**DIRECTIONS**: From the records below, please repeat exactly the line that has "The image size is (1906, 1072).", the line that has "The height and width of the screenshot is (1001, 1780).", and every line between them, and nothing else.

**Collected data entries**:
____
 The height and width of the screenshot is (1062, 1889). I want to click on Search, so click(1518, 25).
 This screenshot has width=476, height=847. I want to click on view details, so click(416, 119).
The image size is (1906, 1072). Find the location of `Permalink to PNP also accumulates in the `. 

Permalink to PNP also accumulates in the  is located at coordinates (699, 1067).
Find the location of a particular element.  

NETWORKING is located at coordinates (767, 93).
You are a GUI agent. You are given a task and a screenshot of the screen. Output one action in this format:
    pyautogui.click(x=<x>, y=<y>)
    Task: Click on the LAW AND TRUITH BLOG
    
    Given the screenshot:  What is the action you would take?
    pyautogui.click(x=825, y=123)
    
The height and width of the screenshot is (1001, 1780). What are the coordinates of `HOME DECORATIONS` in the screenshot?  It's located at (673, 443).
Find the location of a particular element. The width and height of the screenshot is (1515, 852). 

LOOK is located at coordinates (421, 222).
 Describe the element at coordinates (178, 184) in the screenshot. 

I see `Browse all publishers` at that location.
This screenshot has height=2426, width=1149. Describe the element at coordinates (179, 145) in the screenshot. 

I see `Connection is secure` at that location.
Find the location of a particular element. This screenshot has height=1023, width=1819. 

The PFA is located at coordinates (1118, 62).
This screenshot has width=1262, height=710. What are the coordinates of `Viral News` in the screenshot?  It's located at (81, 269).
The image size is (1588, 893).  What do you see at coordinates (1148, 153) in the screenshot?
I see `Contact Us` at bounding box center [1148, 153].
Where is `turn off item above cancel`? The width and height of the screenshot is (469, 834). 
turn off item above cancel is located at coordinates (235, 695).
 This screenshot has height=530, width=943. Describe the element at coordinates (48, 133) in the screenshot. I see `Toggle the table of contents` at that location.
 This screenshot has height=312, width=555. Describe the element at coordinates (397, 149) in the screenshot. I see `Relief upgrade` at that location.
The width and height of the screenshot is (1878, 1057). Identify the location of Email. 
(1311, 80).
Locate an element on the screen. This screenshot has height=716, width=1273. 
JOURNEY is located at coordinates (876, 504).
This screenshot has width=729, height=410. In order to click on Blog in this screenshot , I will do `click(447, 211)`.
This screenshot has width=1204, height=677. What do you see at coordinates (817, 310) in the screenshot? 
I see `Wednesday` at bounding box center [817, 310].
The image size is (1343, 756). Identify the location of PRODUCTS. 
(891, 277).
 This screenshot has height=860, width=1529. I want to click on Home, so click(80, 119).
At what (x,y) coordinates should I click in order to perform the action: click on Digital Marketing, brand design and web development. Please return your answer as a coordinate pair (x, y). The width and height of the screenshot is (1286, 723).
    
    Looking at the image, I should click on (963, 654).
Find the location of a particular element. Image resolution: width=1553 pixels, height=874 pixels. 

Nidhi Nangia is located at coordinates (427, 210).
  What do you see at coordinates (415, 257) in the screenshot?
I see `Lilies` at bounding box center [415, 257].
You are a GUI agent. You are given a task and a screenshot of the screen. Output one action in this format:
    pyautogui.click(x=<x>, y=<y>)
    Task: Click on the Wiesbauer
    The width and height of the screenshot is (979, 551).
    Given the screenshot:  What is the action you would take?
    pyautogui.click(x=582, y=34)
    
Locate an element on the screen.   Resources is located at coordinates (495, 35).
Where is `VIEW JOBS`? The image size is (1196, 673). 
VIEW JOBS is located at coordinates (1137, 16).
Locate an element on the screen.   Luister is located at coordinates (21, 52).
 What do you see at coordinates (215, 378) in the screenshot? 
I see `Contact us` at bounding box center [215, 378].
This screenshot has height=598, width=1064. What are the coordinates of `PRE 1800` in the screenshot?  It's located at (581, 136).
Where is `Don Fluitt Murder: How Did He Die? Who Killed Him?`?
____
**YOUR SOLUTION**:
The image size is (1906, 1072). Find the location of `Permalink to PNP also accumulates in the `. 

Permalink to PNP also accumulates in the  is located at coordinates (699, 1067).
Find the location of a particular element.  

NETWORKING is located at coordinates (767, 93).
You are a GUI agent. You are given a task and a screenshot of the screen. Output one action in this format:
    pyautogui.click(x=<x>, y=<y>)
    Task: Click on the LAW AND TRUITH BLOG
    
    Given the screenshot:  What is the action you would take?
    pyautogui.click(x=825, y=123)
    
The height and width of the screenshot is (1001, 1780). What are the coordinates of `HOME DECORATIONS` in the screenshot?  It's located at (673, 443).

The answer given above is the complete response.